GOSPEL OF MARK (bookin’ through the bible 5)
[back to FIRST CORINTHIANS]
[ahead to MATTHEW AND LUKE]
The multiple versions of nearly every major episode in both the Old and New Testaments—the creation of woman, the flood, the wife-sister subterfuge, the Ten Commandments, the names of the twelve tribes of Israel, the names of the twelve disciples, the Sermon on the Mount, the Shema, the Lord’s Prayer, the words inscribed on the cross, and the last words of Jesus before giving up the ghost, among scores of examples, attest to the folkloricity of the Bible.
From Holy Writ as Oral Lit by folklorist Alan Dundes (1935-2005)
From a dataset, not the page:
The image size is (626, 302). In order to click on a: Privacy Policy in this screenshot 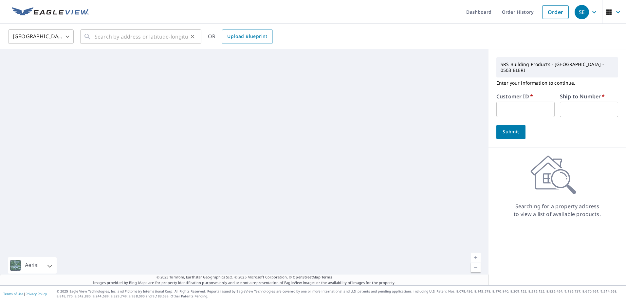, I will do `click(36, 294)`.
quick preface, to cheat my word count limit
I’ve been insanely lucky at times. One of my luckiest accidents was my choice of university, UC Berkeley, which could hardly have been a more perfect fit for me. In addition to a dozen other lifechanging things, I met the other half of my ridiculously lucky marriage there. Most of the best things in my life can be traced to that place in one way or another.
I also studied with a number of professors who left indelible stamps on my life and mind, especially in anthropology: Tim White, F. Clark Howell, Desmond Clark, James Deetz. But one stands alone as the luckiest path-crossing of my academic career: folklorist Alan Dundes.
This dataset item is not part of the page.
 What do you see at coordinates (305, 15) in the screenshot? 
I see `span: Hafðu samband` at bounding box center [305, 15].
I’d gladly spend my thousand words talking about this unique, funny, brilliant and beloved guy, but you’ll just have to follow the link. He changed forever the way I look at the human project. Among other things, he made me find wonder and fascination in things that had formerly irritated me about the human animal. Long story.
Anyway, when I tucked into the Book of Mark, it was Alan Dundes who immediately sprang to mind. Mark is a bag of memes, after all, and it was Professor Dundes who first made me love memes.
One of Dundes’ great joys was studying the mutation of folklore during oral transmission – the changes, tiny and great, that inevitably find their way into a story, joke, playground game, nursery rhyme, or legend as it is passed orally from one person or generation to the next. Nothing pleased him more than having four or five different versions of a story in hand, then recreating the original, and he always seemed to value the variants more than the original. The original was mere creation, after all. The variants had picked up the fingerprints of folklore and so were more complexly, richly human.
The Gospel of Mark
THE BUDDY CHRIST from the movie DOGMA
The Bible provides folklorists like Dundes with one of their greatest playthings for reasons made clear in the immensely readable and fascinating book Holy Writ as Oral Lit (1999). I mentioned in the first installment that Genesis begins with two different versions of the same creation story, but as Dundes noted in the quote above, it hardly ends there. The technique in play is another form of midrash, the Jewish syncretic teaching technique I mentioned in an earlier post.
By “folkloristic,” Dundes means the stories of the Bible show clear evidence of passage through many, many layers of oral tradition prior to being recorded at all. This shouldn’t be too surprising: Mark was written no earlier than the year 70, since the destruction of the Temple is referred to (Mt 24), and more likely around the year 85 (see Doherty, The Jesus Puzzle for a brilliant discursion on dating the gospels).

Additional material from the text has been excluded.